If she’d ever known the name of the syndrome, she didn’t now. Some people with it were normal height, but she was short enough to be almost but not quite an official “Little Person,” a cutesy label with not nearly the coolness of “Little Shit.” Tendency toward hip dysplasia. Crooked little fingers and toes that worked fine and curled like macaroni in lovers’ mouths, in Lourdes’s mouth. Streaked hair auburn and strawberry blond and almost black, which she used to dye all one color but now she made sure to brush it so all the colors showed, gleamed. Lourdes had a thing for long hair. She also had a thing for fuzzy shaved heads—actually, for fuzzy shaved anythings.

The ability to screw with other people’s thoughts was probably part of the syndrome, too. Lourdes didn’t know about that, and it wouldn’t be in her records even if she had any. That probably wasn’t why she’d been thrown away, either, unless she’d been seriously precocious; when she used to try to figure it out, she’d usually decided it was because of her weird little fingers and short legs.

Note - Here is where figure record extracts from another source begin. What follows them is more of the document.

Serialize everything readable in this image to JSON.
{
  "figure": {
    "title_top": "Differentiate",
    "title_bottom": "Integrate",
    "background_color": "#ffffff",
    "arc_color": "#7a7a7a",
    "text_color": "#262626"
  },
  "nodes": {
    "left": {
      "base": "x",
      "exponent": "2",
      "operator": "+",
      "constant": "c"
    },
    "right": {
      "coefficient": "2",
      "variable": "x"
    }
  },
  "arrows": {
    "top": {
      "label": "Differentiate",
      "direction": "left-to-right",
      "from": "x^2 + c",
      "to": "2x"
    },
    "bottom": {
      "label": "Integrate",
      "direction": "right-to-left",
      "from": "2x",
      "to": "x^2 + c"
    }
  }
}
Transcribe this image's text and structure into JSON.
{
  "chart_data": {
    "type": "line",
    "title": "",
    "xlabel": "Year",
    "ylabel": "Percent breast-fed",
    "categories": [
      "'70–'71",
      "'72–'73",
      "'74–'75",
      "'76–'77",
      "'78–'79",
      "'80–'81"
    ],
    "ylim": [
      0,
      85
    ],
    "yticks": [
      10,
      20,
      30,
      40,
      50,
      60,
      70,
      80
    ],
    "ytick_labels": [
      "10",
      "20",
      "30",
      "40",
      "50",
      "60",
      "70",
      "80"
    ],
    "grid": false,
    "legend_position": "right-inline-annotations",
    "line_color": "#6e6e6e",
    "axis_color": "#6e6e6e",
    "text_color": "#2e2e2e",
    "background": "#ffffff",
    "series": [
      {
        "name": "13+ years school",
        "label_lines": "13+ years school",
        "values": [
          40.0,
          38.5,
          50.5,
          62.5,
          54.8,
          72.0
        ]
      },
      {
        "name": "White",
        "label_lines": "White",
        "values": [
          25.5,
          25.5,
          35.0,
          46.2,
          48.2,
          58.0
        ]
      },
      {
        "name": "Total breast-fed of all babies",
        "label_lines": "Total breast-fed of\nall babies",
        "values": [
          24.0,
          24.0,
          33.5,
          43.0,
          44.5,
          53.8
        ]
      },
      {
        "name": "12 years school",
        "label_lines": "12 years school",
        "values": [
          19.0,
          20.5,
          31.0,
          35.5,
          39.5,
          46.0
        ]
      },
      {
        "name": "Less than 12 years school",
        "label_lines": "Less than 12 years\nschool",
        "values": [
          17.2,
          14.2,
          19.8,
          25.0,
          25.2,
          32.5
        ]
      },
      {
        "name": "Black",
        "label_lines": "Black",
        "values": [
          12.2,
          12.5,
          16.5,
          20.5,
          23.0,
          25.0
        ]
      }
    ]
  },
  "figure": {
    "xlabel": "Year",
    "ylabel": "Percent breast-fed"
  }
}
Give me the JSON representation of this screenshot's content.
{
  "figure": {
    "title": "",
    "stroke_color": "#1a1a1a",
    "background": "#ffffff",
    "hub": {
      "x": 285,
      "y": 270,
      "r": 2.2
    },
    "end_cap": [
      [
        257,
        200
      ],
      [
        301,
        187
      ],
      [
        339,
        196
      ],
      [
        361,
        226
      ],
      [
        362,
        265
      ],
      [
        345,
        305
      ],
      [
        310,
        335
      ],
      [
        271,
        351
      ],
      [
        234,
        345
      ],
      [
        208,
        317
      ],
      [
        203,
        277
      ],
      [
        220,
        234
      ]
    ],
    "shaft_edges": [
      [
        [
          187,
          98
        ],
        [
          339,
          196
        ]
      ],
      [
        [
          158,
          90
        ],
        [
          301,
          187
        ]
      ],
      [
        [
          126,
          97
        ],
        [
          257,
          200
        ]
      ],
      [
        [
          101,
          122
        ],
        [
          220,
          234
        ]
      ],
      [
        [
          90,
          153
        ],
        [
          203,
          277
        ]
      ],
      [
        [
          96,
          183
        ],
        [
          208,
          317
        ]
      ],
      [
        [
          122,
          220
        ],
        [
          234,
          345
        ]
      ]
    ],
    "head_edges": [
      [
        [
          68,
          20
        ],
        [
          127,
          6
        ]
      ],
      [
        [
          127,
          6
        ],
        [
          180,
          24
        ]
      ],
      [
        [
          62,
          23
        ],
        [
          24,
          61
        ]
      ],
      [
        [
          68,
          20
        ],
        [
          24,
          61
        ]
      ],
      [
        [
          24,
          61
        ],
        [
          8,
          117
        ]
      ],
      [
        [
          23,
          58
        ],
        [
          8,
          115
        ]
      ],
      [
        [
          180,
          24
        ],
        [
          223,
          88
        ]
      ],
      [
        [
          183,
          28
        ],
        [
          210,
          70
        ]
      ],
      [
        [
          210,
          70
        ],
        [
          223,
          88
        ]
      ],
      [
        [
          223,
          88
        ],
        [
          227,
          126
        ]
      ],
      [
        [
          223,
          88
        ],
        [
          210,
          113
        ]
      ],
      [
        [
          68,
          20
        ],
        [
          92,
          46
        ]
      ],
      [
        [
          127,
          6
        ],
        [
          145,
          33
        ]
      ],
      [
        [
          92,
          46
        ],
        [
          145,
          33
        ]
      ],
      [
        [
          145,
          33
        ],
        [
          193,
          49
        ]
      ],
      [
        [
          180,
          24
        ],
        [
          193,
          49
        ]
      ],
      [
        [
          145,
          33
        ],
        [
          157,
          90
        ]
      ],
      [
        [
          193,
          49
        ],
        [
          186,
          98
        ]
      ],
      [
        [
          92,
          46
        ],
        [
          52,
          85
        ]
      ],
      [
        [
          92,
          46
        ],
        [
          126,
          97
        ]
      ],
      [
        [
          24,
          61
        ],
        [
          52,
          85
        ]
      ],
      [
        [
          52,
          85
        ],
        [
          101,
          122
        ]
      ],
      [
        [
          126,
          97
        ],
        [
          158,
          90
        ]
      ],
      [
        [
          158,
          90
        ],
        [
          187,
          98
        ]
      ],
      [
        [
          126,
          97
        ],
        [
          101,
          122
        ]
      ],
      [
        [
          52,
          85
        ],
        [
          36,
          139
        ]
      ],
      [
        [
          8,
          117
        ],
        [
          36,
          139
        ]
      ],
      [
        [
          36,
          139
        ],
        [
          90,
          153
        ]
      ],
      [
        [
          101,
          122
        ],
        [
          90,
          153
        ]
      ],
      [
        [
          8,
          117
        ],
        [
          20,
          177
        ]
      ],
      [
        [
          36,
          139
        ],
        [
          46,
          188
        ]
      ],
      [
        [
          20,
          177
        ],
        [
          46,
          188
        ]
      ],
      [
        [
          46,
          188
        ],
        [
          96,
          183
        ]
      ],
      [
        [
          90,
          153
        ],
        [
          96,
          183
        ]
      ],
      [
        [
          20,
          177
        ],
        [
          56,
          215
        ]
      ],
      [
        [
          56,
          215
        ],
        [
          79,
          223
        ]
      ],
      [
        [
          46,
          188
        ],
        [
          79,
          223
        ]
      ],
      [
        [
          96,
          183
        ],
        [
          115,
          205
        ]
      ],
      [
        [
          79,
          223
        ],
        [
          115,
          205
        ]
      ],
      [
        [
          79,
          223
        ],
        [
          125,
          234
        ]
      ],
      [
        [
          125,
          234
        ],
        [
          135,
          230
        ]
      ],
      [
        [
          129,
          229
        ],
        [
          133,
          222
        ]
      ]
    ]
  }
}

In the days after the perp on the swing, she and Lourdes had one of their big dramatic fights and big dramatic reconciliations. Both would’ve been easier if she’d poked around to find out what Lourdes secretly wanted from her, but that would be cheating.

When she got an A- on her policy paper, though, she did a quick intervention. First she shifted a few things around in the teacher’s pathetic OCD mind, and let that sit for a day or two. Then she challenged the six lost points, and the teacher couldn’t quite remember why he’d deducted them. It was really sort of embarrassing to watch, so she conceded two points and the plus, but she won back four, which made it the A she deserved.

When Raul texted her JOB 4 U, she was working with her group on the case presentation and then they went for tamales and beers. She texted back LTR but it was almost nine before she could call him. “What up?”

“Where the hell you been?” The sound of the baby crying receded and she heard a door shut.

“Um? Studying?” She’d give him that much.

“Um? This is your job?”

“My bad.”

He wasn’t letting it go. “You don’t take six fucking hours to get back to me.”

“Hey,” she said, “dude. You could always find somebody else.” They both knew how valuable and rare her particular skill set was, and there were other cops and lawyers and PIs in this town who might have an interest in what she could do. Also that she needed the money and she loved the job.

For somebody in such a hurry he didn’t seem to mind wasting more time. During the pause she did dishes, banging as much as possible without breaking something.